If the sensor is already receiving light for Live View, why can't the camera just record the image silently like a mirrorless camera or video mode? What mechanical steps are happening here, and is there any way to reduce or avoid them?
Originally by Photography Stack Exchange contributor. Source · Licensed CC BY-SA 4.0
Photography Stack Exchange contributor
6y ago
2 Answers
10
On a DSLR, when you use the viewfinder, the mirror is lowered, and a secondary mirror reflects some of the light to phase-based AF and exposure sensors at the bottom of the camera. These are accurate and fast.
When you use live view, the AF is contrast-based AF (the camera lens hunts until it find a position that maximizes contrast). This is slow (in your camera, likely much too slow for a moving object) and not too accurate.

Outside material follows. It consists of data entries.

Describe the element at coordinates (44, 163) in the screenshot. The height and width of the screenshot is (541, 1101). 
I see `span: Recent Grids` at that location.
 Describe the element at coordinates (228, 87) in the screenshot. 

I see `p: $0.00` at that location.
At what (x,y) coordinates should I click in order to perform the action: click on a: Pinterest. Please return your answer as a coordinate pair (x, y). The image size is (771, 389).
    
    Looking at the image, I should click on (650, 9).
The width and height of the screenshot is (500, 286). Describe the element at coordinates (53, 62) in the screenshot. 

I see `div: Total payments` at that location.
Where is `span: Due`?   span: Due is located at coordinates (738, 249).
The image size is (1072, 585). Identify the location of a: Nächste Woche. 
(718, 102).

So, when you take the picture, it can make sense to shortly lower the mirror again to use the faster and more accurate phase-AF sensors (and possibly the exposure sensors).
More recent cameras can have a better AF that uses the main sensor alone (for instance, the Canon cameras have "dual pixel" sensors that act as phase-based AF sensors), and may not need to switch to the external sensors.

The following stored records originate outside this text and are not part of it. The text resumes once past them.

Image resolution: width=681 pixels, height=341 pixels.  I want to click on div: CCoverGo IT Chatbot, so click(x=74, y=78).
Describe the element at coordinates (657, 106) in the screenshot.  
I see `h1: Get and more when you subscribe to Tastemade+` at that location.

Originally by user75947. Source · Licensed CC BY-SA 4.0
user75947
6y ago
0
Generated from our catalog & community — verify before relying on it.
This is normal for many DSLRs, including the D5100. In Live View, the camera uses the main sensor to generate a video-style feed, which is not the same state used for a full-resolution still photo. To take the picture, the camera typically has to reset the sensor and cycle the shutter so it can start a proper still exposure.

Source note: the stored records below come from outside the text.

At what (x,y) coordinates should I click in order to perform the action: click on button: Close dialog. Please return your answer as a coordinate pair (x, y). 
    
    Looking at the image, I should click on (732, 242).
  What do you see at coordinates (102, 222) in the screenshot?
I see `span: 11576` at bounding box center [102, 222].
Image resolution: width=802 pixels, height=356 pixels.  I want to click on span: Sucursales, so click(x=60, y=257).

On Nikon entry-level DSLRs, the mirror mechanism is also tied to other functions such as aperture actuation, so the mirror may need to cycle as part of taking the shot. That’s why you hear multiple sounds and see the screen go dark briefly.
Also, Live View on these cameras uses slower contrast-detect autofocus from the main sensor. Some DSLRs may briefly return to their normal still-photography state to handle focus or exposure tasks before capturing the frame.
Mirrorless cameras are designed around constant sensor readout for both preview and capture, so they can avoid much of this behavior. On the D5100, you generally can’t make it fully silent in Live View; it’s a limitation of the DSLR design.